Qui Tam Law: The Whistleblower's Sword

 

Connecting state and local government leaders

Frauds committed against the E-Rate program often are addressed under federal and state qui tam, or whistleblower, laws that allow private citizens to recover part of the funds that a company or individual has taken from the government by fraud.

Frauds committed against the E-Rate program often are addressed under the federal and state qui tam, or whistleblower, laws.

Qui Tam by the Numbers

  • Between fiscal years 1987 and 2005, settlements and judgments in favor of the federal government as a result of qui tam, or whistleblower, cases brought under the Federal Civil False Claims Act amounted to $9.6 billion. The cases accounted for 64 percent of all funds recovered under the law.


  • The Justice Department's Civil Division received 5,129 qui tam False Claims Act cases between fiscal year 1987 and 2005. That figure does not include additional, typically smaller cases brought by U.S. attorneys.


  • A study of 2,490 closed, unsealed cases showed that they were filed in 92 federal district courts. Health care and procurement fraud cases accounted for about 79 percent of all the cases. Total recoveries in health care cases amounted to just over $5 billion, while total recoveries in procurement cases amounted to $1.6 billion.


  • The federal government recovered a median of $784,597 in qui tam cases closed and unsealed between 1987 and 2005. The mean sum recovered was $10 million, which partly reflects the fact that there were 18 cases in which settlements and judgments topped $100 million. Whistleblowers recovered a median of $123,885 from each case in the same period. The mean whistleblower share was $1.7 million.


    Source: Government Accountability Office letter and report to Rep. James Sensenbrenner (R-Wis.), chairman of the House Judiciary Committee, and Chris Cannon (R-Utah), chairman of the Judiciary Subcommittee on Commercial and Administrative Law, Jan. 31, 2006



  • The laws, which date back to common-law principles established in 13th century England, allow private citizens to recover part of the funds that a company or individual has taken from the government by fraud.


    Under the federal qui tam law, the government can recover triple damages.


    Sometimes the defendant pays only double damages, as a result of cooperating with the government.


    The whistleblower, or 'relator,' can receive 10 percent to 30 percent of the funds recovered.


    The main federal qui tam law'the Federal Civil False Claims Act'dates back to 1863. President Abraham Lincoln sought to enlist private citizens and their attorneys in the struggle against military contractors who sold rancid beef, broken rifles, lame horses, unseaworthy ships and other defective products.


    The 'Lincoln Law' spawned few cases, however, because of the legal risks and costs whistleblowers faced. Congress further weakened the law in 1943, and it fell into disuse until the military buildup of the 1980s.


    By 1985, nine of the top 10 military contractors were under criminal indictment, and Uncle Sam reached for the qui tam hammer again.


    With bipartisan support and President Ronald Reagan's approval, Congress amended the law in 1986 and ushered in a new era of whistleblower activity.


    Under the False Claims Act's qui tam process, a whistleblower collects evidence about a fraud and presents it to the Justice Department in the form of a request for federal intervention in the case.


    If Justice's Civil Division or the local U.S. Attorney's Office decides that the evidence is strong and the potential recovery large, the government joins the case and usually takes over the probe.


    Once the Justice Department gets involved in the case, the investigation is sealed to protect the probe itself, the reputation of the potential defendants and the whistleblower. However, the underlying fraud is not sealed.


    After the federal attorneys and the FBI gather more evidence, they generally call in the targets of the investigation for a meeting at which the government presents a summary of the case.


    The defendants then have the option of rejecting the government's offer of a plea bargain and contesting the charges in a trial.


    However, defendants usually take the plea bargain, according to attorneys who specialize in the field. As a general rule, Justice attorneys and FBI investigators, as well as the whistleblowers and their lawyers, routinely have collected such conclusive evidence that a courtroom battle would be fruitless and expensive, attorneys say.


    Justice does, at times, include criminal counts in its settlement agreements, to which the corporations and individuals plead guilty.


    The department also sometimes specifies that corporations who are defendants adopt strict compliance programs and ethics rules.


    Justice attorneys generally have their pick of qui tam cases, because the department's resources for the civil cases are limited and many cases come over the transom. 'This isn't low-hanging fruit, it's fallen fruit,' said one specialist in the field.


**ASSIGNED TASK:** Check each line of the records below for the word "block" and copy those where it appears.

BEGIN

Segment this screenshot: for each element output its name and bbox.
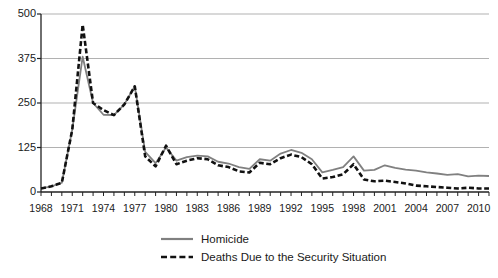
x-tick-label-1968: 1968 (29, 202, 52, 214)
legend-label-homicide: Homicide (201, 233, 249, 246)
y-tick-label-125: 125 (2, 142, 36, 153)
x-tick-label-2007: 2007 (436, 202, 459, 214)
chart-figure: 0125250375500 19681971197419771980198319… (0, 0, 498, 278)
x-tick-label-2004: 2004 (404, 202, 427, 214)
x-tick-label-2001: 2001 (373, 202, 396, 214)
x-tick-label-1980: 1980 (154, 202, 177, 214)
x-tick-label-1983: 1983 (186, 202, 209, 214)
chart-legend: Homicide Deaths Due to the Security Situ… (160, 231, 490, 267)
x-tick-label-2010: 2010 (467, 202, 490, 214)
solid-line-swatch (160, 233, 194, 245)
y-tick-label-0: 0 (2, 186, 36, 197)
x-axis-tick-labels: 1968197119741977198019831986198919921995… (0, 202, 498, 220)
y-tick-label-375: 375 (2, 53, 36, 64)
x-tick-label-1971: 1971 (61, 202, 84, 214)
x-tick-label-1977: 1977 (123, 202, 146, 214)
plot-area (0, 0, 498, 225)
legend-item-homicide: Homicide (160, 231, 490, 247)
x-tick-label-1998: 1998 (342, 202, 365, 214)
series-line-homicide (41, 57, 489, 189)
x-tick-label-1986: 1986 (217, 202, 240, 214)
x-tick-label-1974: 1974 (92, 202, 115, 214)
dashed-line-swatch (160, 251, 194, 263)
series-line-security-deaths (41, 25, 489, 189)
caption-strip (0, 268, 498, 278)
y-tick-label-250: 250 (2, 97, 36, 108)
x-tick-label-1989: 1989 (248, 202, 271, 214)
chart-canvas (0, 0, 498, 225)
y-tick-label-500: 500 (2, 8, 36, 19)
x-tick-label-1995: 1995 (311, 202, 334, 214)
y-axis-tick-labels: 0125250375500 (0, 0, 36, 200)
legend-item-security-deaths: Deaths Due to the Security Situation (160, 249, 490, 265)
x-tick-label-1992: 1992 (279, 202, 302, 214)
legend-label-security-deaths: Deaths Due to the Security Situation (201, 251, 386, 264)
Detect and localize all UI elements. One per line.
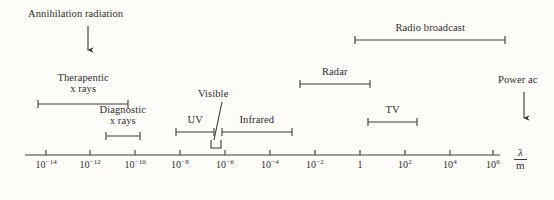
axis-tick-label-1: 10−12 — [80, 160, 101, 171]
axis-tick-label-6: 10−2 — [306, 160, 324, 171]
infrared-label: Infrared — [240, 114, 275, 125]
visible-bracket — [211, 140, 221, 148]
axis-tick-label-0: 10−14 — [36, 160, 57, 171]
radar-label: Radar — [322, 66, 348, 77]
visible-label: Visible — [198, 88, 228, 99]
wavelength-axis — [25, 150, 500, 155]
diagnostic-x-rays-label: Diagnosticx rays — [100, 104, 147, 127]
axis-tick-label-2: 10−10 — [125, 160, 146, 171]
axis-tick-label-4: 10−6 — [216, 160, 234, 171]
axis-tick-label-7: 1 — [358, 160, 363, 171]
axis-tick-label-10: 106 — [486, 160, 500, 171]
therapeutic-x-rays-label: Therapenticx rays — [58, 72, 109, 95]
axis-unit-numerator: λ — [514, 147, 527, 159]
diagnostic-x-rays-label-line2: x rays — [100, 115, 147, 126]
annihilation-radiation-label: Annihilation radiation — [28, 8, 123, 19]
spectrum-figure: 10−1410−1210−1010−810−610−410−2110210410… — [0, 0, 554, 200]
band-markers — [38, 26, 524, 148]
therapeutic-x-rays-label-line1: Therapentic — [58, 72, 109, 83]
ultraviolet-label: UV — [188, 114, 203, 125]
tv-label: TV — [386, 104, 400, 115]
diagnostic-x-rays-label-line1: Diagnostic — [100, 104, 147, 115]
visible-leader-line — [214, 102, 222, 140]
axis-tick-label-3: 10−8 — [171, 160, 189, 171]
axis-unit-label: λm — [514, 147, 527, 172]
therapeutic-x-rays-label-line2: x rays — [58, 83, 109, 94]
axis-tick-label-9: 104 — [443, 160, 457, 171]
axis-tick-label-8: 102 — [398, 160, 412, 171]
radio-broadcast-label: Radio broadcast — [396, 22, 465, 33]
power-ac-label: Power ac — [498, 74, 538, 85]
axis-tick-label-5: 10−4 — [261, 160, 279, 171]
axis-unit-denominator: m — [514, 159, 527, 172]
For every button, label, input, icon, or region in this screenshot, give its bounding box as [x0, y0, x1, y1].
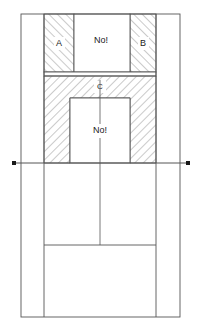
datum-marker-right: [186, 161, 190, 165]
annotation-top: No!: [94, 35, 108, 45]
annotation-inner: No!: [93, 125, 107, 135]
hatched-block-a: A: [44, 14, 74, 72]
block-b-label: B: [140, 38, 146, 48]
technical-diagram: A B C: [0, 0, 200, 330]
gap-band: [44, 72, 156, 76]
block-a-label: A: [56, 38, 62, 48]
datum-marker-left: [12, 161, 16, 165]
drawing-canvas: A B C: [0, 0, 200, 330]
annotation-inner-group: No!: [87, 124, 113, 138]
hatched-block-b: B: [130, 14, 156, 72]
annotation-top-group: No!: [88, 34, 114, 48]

END

**RESPONSE BELOW:**
hatched-block-a: A: [44, 14, 74, 72]
block-b-label: B: [140, 38, 146, 48]
block-a-label: A: [56, 38, 62, 48]
hatched-block-b: B: [130, 14, 156, 72]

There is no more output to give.